Fuel economy equals distance divided by fuel used after converting distance to miles/kilometers and fuel to U.S. gallons/liters. The first assumption to check is: Fuel unit U.S. gal means U.S. liquid gallon, not Imperial gallon.
What does Fuel economy mean for gas mileage?
Read the converted value first, then verify the source unit, target unit, and factor before reusing the number. Secondary values such as fuel consumption are there to explain the primary answer, not to replace it.
What should I enter for Distance traveled?
Trip distance. Must be greater than 0 for fuel economy. Choose the mode or method first because it can change which formula is applied and stay within the documented minimum and maximum ranges.
How does Distance unit change fuel economy?
Unit for the distance input. Changing it can alter fuel economy because the formula uses the submitted inputs together. Also compare source unit, target unit, dimension compatibility, exchange or conversion rate, and rounding precision.
Why does the gas mileage example show 25 mpg for fuel economy?
The default inputs produce 25 mpg for fuel economy. Treat that as a format and scale check, then replace every default value with your own inputs.
How do I avoid a gas mileage unit-direction mistake?
Keep the original value beside the converted value, confirm both units measure the same quantity, and check whether rounding is acceptable for the task.
Sources
Last reviewed: 2026-05-26
- Reviewed 2026-05-26Miles Per Gallon (MPG) MathU.S. Environmental Protection Agency. Miles per gallon as a fuel economy measure and representative calculations such as annual miles divided by gallons used.
- Scope
- Official U.S. fuel economy education page with MPG examples and fuel-use reasoning.
- Supports
- Miles per gallon as a fuel economy measure and representative calculations such as annual miles divided by gallons used.

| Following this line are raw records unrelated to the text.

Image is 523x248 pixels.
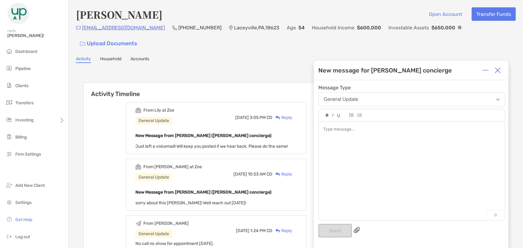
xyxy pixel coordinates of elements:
img: pipeline icon [6,65,13,72]
p: 54 [298,24,304,32]
div: New message for [PERSON_NAME] concierge [318,67,452,74]
img: investing icon [6,116,13,123]
p: [PHONE_NUMBER] [178,24,221,32]
div: General Update [135,174,172,181]
span: [DATE] [235,115,249,120]
button: General Update [318,92,504,107]
img: Editor control icon [332,114,333,117]
span: Get Help [15,217,32,223]
span: sorry about this [PERSON_NAME]! Well reach out [DATE]! [135,200,246,206]
span: Message Type [318,85,504,91]
span: 3:05 PM CD [249,115,272,120]
p: Laceyville , PA , 18623 [234,24,279,32]
img: Open dropdown arrow [496,99,499,101]
div: Reply [272,228,292,234]
span: [DATE] [233,172,247,177]
img: Editor control icon [349,114,353,117]
span: Add New Client [15,183,45,188]
img: transfers icon [6,99,13,106]
img: Reply icon [275,229,280,233]
img: Event icon [135,164,141,170]
a: Activity [76,56,91,63]
span: Firm Settings [15,152,41,157]
div: General Update [135,117,172,125]
img: Editor control icon [325,114,328,117]
span: Billing [15,135,27,140]
p: Investable Assets [388,24,429,32]
p: $600,000 [357,24,381,32]
img: paperclip attachments [353,227,359,233]
a: Accounts [130,56,149,63]
img: Info Icon [457,26,461,29]
h6: Activity Timeline [84,83,348,98]
span: No call no show for appointment [DATE]. [135,241,214,246]
img: Event icon [135,107,141,113]
div: Reply [272,171,292,178]
p: [EMAIL_ADDRESS][DOMAIN_NAME] [82,24,165,32]
a: Upload Documents [76,37,141,50]
img: firm-settings icon [6,150,13,158]
img: Reply icon [275,172,280,176]
span: 10:53 AM CD [248,172,272,177]
img: dashboard icon [6,47,13,55]
img: add_new_client icon [6,182,13,189]
a: Household [100,56,121,63]
img: Location Icon [229,25,233,30]
img: Zoe Logo [7,2,29,24]
h4: [PERSON_NAME] [76,7,162,21]
img: button icon [80,42,85,46]
button: Transfer Funds [471,7,515,21]
img: billing icon [6,133,13,141]
img: clients icon [6,82,13,89]
img: Editor control icon [337,114,340,117]
p: $650,000 [431,24,455,32]
span: 1:24 PM CD [250,228,272,234]
img: Phone Icon [172,25,177,30]
b: New Message from [PERSON_NAME] ([PERSON_NAME] concierge) [135,133,271,138]
img: Editor control icon [357,114,362,117]
p: Age [287,24,296,32]
img: Expand or collapse [482,67,488,73]
p: Household Income [312,24,354,32]
div: General Update [135,230,172,238]
img: Close [494,67,500,73]
span: [DATE] [236,228,249,234]
img: settings icon [6,199,13,206]
div: From Lily at Zoe [143,108,174,113]
div: From [PERSON_NAME] at Zoe [143,164,202,170]
p: 0 [486,210,504,220]
button: Open Account [424,7,466,21]
img: Event icon [135,221,141,227]
span: Investing [15,118,33,123]
span: Settings [15,200,32,205]
img: logout icon [6,233,13,240]
img: Reply icon [275,116,280,120]
span: Log out [15,234,30,240]
div: From [PERSON_NAME] [143,221,189,226]
b: New Message from [PERSON_NAME] ([PERSON_NAME] concierge) [135,190,271,195]
div: General Update [323,97,358,102]
span: Transfers [15,100,34,106]
span: Dashboard [15,49,37,54]
span: Clients [15,83,28,88]
img: Email Icon [76,26,81,30]
div: Reply [272,114,292,121]
span: Pipeline [15,66,31,71]
span: [PERSON_NAME]! [7,33,65,38]
img: get-help icon [6,216,13,223]
span: Just left a voicemail! Will keep you posted if we hear back. Please do the same! [135,144,287,149]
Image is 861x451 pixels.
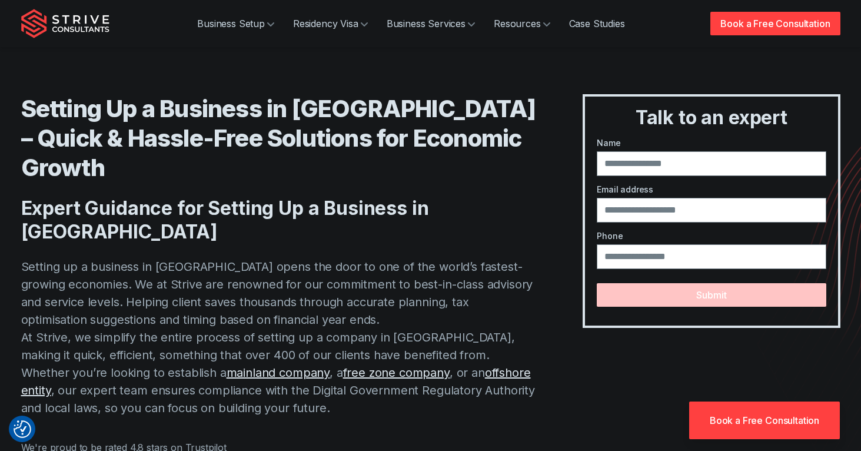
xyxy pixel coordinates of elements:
[597,183,826,195] label: Email address
[14,420,31,438] button: Consent Preferences
[21,9,109,38] img: Strive Consultants
[21,258,536,417] p: Setting up a business in [GEOGRAPHIC_DATA] opens the door to one of the world’s fastest-growing e...
[689,401,840,439] a: Book a Free Consultation
[21,197,536,244] h2: Expert Guidance for Setting Up a Business in [GEOGRAPHIC_DATA]
[227,365,329,380] a: mainland company
[597,283,826,307] button: Submit
[560,12,634,35] a: Case Studies
[188,12,284,35] a: Business Setup
[284,12,377,35] a: Residency Visa
[484,12,560,35] a: Resources
[343,365,450,380] a: free zone company
[21,94,536,182] h1: Setting Up a Business in [GEOGRAPHIC_DATA] – Quick & Hassle-Free Solutions for Economic Growth
[377,12,484,35] a: Business Services
[590,106,833,129] h3: Talk to an expert
[597,229,826,242] label: Phone
[597,137,826,149] label: Name
[14,420,31,438] img: Revisit consent button
[710,12,840,35] a: Book a Free Consultation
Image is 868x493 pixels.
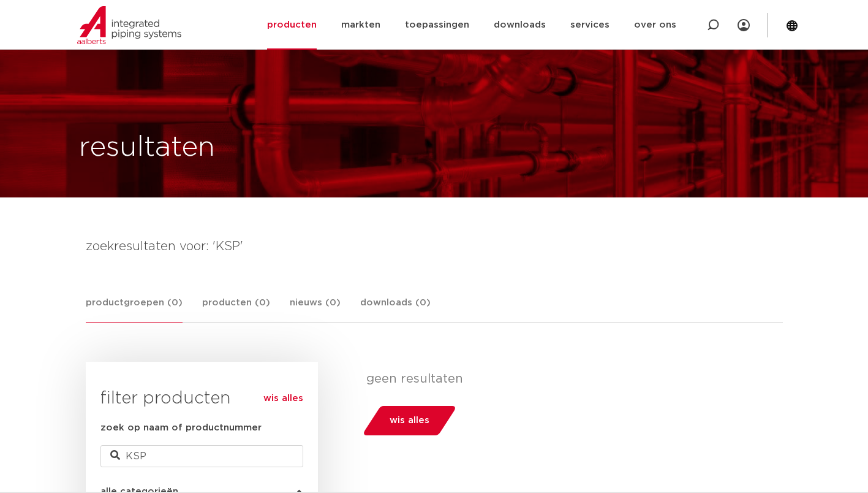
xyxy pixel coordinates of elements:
[79,128,215,167] h1: resultaten
[290,296,340,322] a: nieuws (0)
[360,296,430,322] a: downloads (0)
[100,445,303,467] input: zoeken
[263,391,303,406] a: wis alles
[100,386,303,411] h3: filter producten
[202,296,270,322] a: producten (0)
[367,372,774,386] p: geen resultaten
[100,420,261,435] label: zoek op naam of productnummer
[86,237,783,256] h4: zoekresultaten voor: 'KSP'
[390,411,430,431] span: wis alles
[86,296,183,322] a: productgroepen (0)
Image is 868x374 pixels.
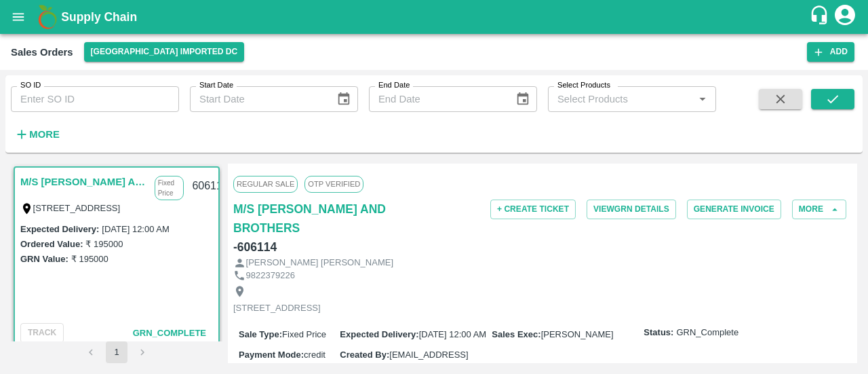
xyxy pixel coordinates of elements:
[379,80,409,91] label: End Date
[282,330,326,340] span: Fixed Price
[239,350,304,360] label: Payment Mode :
[155,176,185,201] p: Fixed Price
[72,254,109,264] label: ₹ 195000
[541,330,614,340] span: [PERSON_NAME]
[85,239,123,249] label: ₹ 195000
[340,330,419,340] label: Expected Delivery :
[687,200,781,219] button: Generate Invoice
[133,328,206,338] span: GRN_Complete
[239,330,282,340] label: Sale Type :
[20,239,83,249] label: Ordered Value:
[33,203,121,214] label: [STREET_ADDRESS]
[246,256,394,269] p: [PERSON_NAME] [PERSON_NAME]
[29,129,59,140] strong: More
[3,1,34,32] button: open drawer
[61,7,809,27] a: Supply Chain
[233,200,439,238] a: M/S [PERSON_NAME] AND BROTHERS
[20,224,99,234] label: Expected Delivery :
[552,90,690,108] input: Select Products
[233,238,277,256] h6: - 606114
[246,269,295,282] p: 9822379226
[557,80,610,91] label: Select Products
[190,86,326,112] input: Start Date
[34,4,61,31] img: logo
[11,86,179,112] input: Enter SO ID
[184,171,236,202] div: 606114
[340,350,389,360] label: Created By :
[510,86,536,112] button: Choose date
[233,302,321,315] p: [STREET_ADDRESS]
[833,3,857,32] div: account of current user
[304,350,326,360] span: credit
[233,176,298,192] span: Regular Sale
[305,176,364,192] span: OTP VERIFIED
[419,330,487,340] span: [DATE] 12:00 AM
[20,173,148,191] a: M/S [PERSON_NAME] AND BROTHERS
[694,90,711,108] button: Open
[20,80,41,91] label: SO ID
[807,42,854,62] button: Add
[643,327,673,340] label: Status:
[200,80,233,91] label: Start Date
[490,200,576,219] button: + Create Ticket
[11,123,63,146] button: More
[84,42,245,62] button: Select DC
[492,330,540,340] label: Sales Exec :
[106,342,127,363] button: page 1
[11,44,73,61] div: Sales Orders
[369,86,504,112] input: End Date
[20,254,69,264] label: GRN Value:
[78,342,155,363] nav: pagination navigation
[792,200,847,219] button: More
[61,10,137,24] b: Supply Chain
[809,5,833,29] div: customer-support
[587,200,676,219] button: ViewGRN Details
[331,86,357,112] button: Choose date
[102,224,169,234] label: [DATE] 12:00 AM
[676,327,738,340] span: GRN_Complete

- Reviewed 2026-05-26NIST Guide to the SI, Appendix B.8: Factors for Units Listed AlphabeticallyNational Institute of Standards and Technology. Mile-to-kilometer, U.S.-gallon-to-liter, mpg-to-km/L, and mpg-to-L/100 km conversion checks.
- Scope
- Official conversion factors for mile, kilometer, U.S. gallon, liter, miles per gallon, kilometers per liter, and liters per 100 kilometers.
- Supports
- Mile-to-kilometer, U.S.-gallon-to-liter, mpg-to-km/L, and mpg-to-L/100 km conversion checks.